Some years ago I was filling my car with gas when a woman stopped her car close enough to pitch a question from her window.

“Sir, can you tell me how to find First Baptist Church?”

Relieved she wasn’t asking for gas money, I responded with helpful abandon.

“The church is right around the corner,” I answered with a pointed finger to the right.

Surprised by my quick answer, she asked whether I attended the church.

“No,” I said, “I’m a chaplain, so I try to make a point of knowing where local congregations meet.”

Then she asked where I go to church. “Impact Community Church,” I said.

That’s when this stranger pitched her most loaded question. “Would you like me to teach your church how to be filled with the Holy Spirit?”

Not unlike the question “Have you stopped beating your wife?” the question has no easy answer.

If I say yes, I invite this stranger into my life without knowing anything about her agenda. The only thing I know for sure is that she possesses a frighteningly fraternizing familiarity with the third person of the Christian Trinity.

If I say no, I quickly confirm the assumption that she’s likely made from my reticent stutter — that I’m not a very good Christian.

So, I took the hard way out. I smiled and said, “No, I don’t think we’d be interested.”

She reloaded and fired again, saying something like, “Aren’t you interested in the filling of the Holy Ghost and the fiery gift of tongues?”

Now, if you don’t know what “tongues” are, you should read the book of Acts. But likely, you’ll still not know, and neither do I.

But judging by her ecclesiastical syntax, I believe she was making reference to the ecstatic and unintelligible language practiced by thousands of people in charismatic venues.

Knowing it wouldn’t like go over well in my church,
I kindly rephrased my answer. “No, I think my pastor is well-informed on the topic of being ‘filled,’ so my answer has to be ‘no thank you.’”

And that was that. She rolled up her electric window and drove off in the direction of First Baptist Church.

Over the years I’ve taken not of those who share their faith in much the same way this lady did. I’ve watched them as they’ve fired loaded questions at unsuspecting bystanders with drive-by verbiage.

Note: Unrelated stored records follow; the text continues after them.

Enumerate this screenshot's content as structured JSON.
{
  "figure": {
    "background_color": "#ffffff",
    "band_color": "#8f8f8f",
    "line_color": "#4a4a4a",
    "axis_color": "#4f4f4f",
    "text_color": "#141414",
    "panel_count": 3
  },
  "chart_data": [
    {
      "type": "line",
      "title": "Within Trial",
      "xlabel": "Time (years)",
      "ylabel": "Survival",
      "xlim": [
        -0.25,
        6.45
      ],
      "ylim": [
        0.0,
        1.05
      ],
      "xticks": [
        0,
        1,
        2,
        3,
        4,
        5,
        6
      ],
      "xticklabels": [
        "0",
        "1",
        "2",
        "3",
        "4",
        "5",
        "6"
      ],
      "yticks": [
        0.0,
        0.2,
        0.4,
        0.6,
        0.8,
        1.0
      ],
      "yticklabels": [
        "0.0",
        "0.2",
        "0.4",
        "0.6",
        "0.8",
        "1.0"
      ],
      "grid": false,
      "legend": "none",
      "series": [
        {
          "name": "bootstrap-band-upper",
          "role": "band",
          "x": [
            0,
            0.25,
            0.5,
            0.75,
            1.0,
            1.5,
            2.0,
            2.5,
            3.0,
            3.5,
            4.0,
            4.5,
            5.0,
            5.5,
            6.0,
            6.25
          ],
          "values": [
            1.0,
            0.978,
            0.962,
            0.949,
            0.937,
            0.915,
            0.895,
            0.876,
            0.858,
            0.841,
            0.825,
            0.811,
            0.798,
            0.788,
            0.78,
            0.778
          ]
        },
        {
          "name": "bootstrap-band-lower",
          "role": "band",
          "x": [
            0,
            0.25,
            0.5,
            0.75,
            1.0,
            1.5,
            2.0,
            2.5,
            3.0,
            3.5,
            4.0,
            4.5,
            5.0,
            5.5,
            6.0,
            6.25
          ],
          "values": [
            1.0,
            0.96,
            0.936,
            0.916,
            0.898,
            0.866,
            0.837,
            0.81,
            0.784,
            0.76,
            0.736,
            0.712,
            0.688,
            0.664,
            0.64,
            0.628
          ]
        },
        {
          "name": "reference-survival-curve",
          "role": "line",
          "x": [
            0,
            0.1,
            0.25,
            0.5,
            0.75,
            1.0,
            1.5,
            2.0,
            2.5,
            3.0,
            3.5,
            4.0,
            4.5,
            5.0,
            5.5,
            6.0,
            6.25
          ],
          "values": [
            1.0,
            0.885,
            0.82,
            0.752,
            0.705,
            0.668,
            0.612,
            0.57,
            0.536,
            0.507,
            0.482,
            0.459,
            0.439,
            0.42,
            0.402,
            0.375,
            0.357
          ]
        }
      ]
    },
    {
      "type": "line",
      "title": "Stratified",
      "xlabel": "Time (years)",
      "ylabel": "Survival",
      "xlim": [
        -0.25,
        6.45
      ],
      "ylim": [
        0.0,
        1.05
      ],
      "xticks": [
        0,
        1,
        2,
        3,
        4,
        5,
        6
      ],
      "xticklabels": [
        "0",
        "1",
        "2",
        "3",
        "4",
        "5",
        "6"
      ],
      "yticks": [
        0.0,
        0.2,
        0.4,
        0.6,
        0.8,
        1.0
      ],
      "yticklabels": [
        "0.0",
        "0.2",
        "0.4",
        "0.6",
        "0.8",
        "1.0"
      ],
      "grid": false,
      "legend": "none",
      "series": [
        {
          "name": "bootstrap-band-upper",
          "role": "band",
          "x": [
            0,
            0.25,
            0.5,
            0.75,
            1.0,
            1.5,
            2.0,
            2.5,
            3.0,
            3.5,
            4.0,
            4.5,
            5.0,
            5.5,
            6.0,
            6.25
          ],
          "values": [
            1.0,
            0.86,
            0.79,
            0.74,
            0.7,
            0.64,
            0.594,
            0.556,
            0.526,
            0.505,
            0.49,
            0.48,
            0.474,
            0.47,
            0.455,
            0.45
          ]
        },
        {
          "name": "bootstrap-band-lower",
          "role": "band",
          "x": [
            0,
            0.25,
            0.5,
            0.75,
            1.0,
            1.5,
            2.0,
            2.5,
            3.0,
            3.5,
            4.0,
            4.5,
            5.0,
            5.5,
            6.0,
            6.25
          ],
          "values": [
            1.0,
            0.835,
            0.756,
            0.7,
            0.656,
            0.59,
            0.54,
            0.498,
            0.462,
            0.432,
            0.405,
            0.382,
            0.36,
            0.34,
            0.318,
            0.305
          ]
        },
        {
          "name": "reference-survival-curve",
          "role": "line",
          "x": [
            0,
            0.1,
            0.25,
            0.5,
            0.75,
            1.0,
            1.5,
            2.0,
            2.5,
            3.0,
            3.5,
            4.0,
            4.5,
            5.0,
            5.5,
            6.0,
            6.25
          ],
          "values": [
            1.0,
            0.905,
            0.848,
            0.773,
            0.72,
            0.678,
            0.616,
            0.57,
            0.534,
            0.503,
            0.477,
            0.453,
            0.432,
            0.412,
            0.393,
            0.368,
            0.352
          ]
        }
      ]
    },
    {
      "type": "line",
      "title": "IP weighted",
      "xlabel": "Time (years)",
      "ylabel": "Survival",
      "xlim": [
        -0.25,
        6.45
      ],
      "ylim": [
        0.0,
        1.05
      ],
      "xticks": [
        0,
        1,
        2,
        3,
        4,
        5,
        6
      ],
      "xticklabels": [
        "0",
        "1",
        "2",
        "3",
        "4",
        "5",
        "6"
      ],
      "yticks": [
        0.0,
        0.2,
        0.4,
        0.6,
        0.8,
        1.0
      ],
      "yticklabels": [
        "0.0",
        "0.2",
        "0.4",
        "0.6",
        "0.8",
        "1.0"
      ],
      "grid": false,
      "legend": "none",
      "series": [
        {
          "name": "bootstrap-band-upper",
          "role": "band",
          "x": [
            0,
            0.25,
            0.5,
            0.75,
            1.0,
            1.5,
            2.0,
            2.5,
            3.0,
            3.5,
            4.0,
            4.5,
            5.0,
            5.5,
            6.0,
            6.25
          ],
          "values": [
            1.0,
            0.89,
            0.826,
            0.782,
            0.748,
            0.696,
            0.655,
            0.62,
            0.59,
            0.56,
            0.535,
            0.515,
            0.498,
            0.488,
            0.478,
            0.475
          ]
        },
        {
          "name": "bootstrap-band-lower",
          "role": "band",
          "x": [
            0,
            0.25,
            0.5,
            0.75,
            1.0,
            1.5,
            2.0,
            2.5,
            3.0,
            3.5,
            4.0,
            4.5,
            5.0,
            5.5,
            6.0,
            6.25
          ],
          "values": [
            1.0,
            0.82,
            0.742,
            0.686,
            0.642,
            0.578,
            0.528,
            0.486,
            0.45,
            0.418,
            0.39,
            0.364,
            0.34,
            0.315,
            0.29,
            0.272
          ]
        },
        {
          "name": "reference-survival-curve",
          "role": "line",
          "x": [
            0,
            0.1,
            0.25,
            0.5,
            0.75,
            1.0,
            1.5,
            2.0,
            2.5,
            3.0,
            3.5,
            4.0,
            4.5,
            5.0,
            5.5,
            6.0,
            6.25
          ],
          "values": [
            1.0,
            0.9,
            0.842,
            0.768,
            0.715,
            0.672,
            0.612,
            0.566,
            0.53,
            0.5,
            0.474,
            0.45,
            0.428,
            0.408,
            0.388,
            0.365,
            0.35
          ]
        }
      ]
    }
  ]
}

The problem with people like my drive-by inquisitor is that they reduce spirituality to judgmental test questions such as: “Don’t you want the spirit in your life?” or “If you were to die tonight, did you know you’d go to hell?”

How do you answer questions like that?

You can’t because your love for God can’t be assessed through verbal jousting. God is best encountered though a spiritual relationship. And, like all relationships, you ask questions, you dialogue, you lose your temper, you laugh and you love.

As the woman drove off, I faced another question. What did I do with my keys? I patted my pockets. Nothing. I tried the car door. Locked. I pressed my nose to my car window to see my keys sitting on the passenger seat.

Fortunately, knowing my wife was shopping nearby, I called her for help.

A few minutes later she pulled into the same spot as my previous visitor and tossed a drive-by question of her own.

“Do you want to wait with your car while I go home for the extra keys?

I nodded in perfect agreement.

Now that was a truly helpful question, but I expected her to have a spare.